Fernando Encinar, of Idealista.com, believes that the reforms bring no substantial improvements to the situation of tenants, but that all the measures are favorable to the landlord instead.

"Removing the CPI as a reference introduces enormous instability for the tenant. The owner could say he has a better offer and that he is putting the rent up all of a sudden even though the tenant wants to stay," Encinar warns.

Does the draft reform protect the owner too much at the tenant's expense, then? In boom times, it was believed that legal insecurity for the landlord was behind the lack of a rental market, and that is despite the fact that the default rate on rentals was around one percent, much lower than for mortgages.

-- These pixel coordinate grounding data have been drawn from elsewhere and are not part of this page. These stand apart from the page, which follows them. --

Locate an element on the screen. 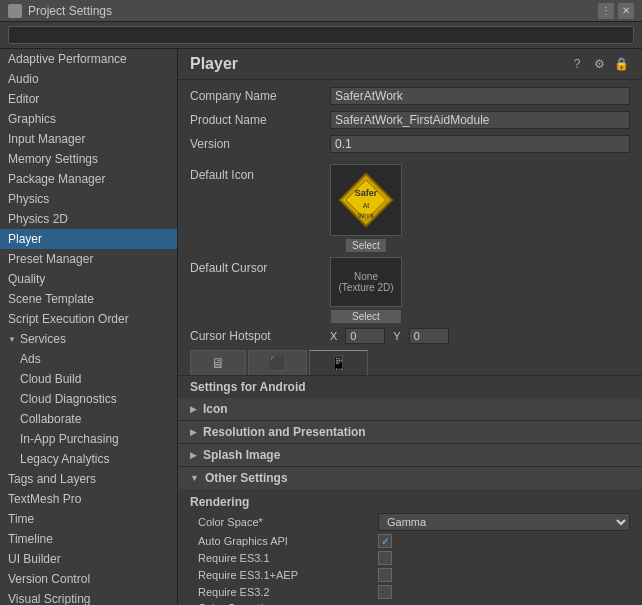  sidebar-item-quality: Quality is located at coordinates (88, 279).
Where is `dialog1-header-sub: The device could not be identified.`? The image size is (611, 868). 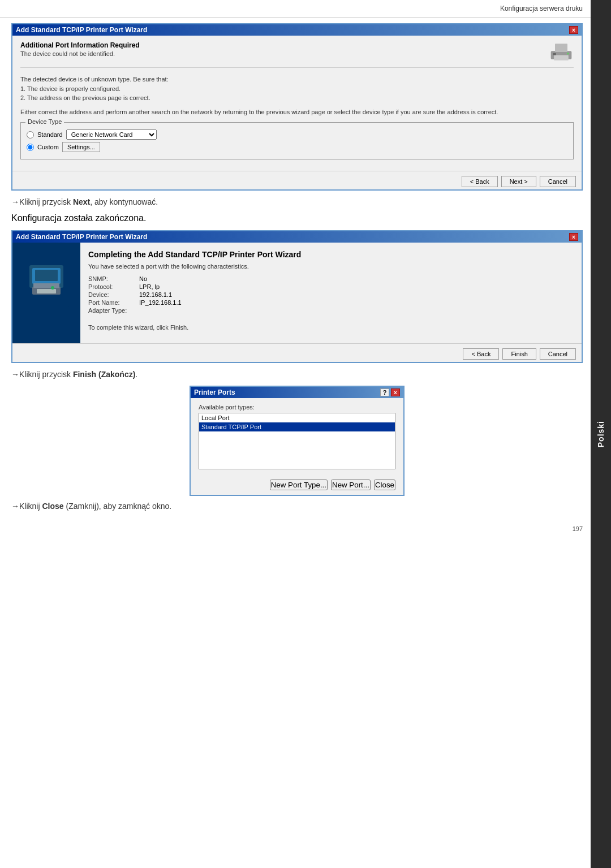
dialog1-header-sub: The device could not be identified. is located at coordinates (80, 54).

Another one of the measures entails streamlining the process for the legal eviction of tenants who don't pay the rent, something that has traditionally put many property owners off letting out their homes due to the chronic backlog of cases in Spain's courts.

Ignacio Navas, the general coordinator of the Housing Observatory of the Council of Notaries, approves of any measure that brings "legal security" to the landlord, but he criticizes what he sees as a pseudo-liberalization - in other words, a liberalization that is "excessive" for the tenant.

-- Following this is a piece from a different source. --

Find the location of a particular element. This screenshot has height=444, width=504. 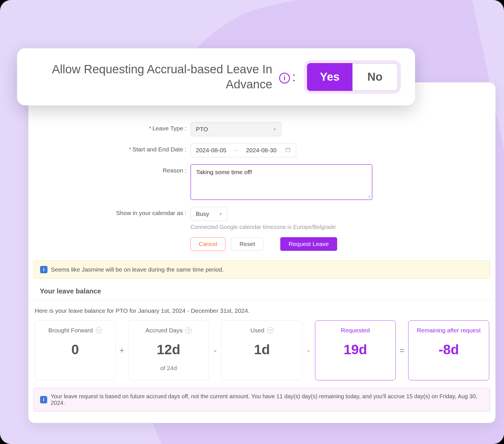

accrued-days-value: 12d is located at coordinates (169, 349).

"I'd approve of giving both parties freedom [to set the rent] when both parties are individuals, but not when the landlord is a company," he notes.

The charity Cáritas Barcelona, which acts as a mediator between banks and mortgage holders to prevent evictions, is more critical with regard to the government's project, and has asked that it be scrapped because it serves the interests of "the financial sector," which wants to be able to rent homes in the short term with few restrictions, and with "everything in their favor when it comes to evictions."

In the NGO's opinion, Spain has a unique opportunity to develop a social housing stock if it chooses to use the "idle" property portfolios now in the hands of nationalized banks. This, says Cáritas, would be especially opportune at a time when thousands of families are teetering on the edge of social exclusion

Crowding out house-cramming migrants

NATALIA JUNQUERA

The government of Mariano Rajoy wants to put an end to the so-called pisos patera (or boatpeople flats), apartments with dozens of registered dwellers used by immigrants as proof of residence.

A draft reform of city planning legislation by the Public Works Ministry will force local governments to deny empadronamiento (registering as local residents, a necessary step to access healthcare and other public services) when "maintaining adequate living conditions is presumed to be impossible, given the housing's surface area and the number of people already registered as living there."

This is not the first time that the issue of immigration and residency has caused controversy. In April, the government announced that registering locally will no longer be the only requisite to obtain a health card; from now on, applicants must also prove fiscal residence. This leaves an estimated 150,000 foreigners out of the system, except for emergency services, which remain open to anyone.

The idea of halting massive registering in pisos patera is not new. In January 2010, the Socialist government of José Luis Rodríguez Zapatero informed the Spanish Federation of Municipalities and Provinces of its intention to introduce new mechanisms to deny applicants the right to register on grounds of "lack of inhabitability." Eventually, however, it became another one of the legislative projects that the Zapatero administration left unfinished.

That initiative came on the back of a controversial decision by Torrejón de Ardoz, a town in the Madrid region run by the Popular Party, which decided to deny residency registration to all foreigners on a tourist visa and to applicants who claimed to live in a house or apartment with less than 20 square meters per person. The Socialist government meant to reduce that limit of inhabitability to between 10 and 15 square meters per person. Other cities such as Vic, in the Catalan region, attempted to prevent undocumented migrants from registering as residents, but a public outcry forced authorities to pull back.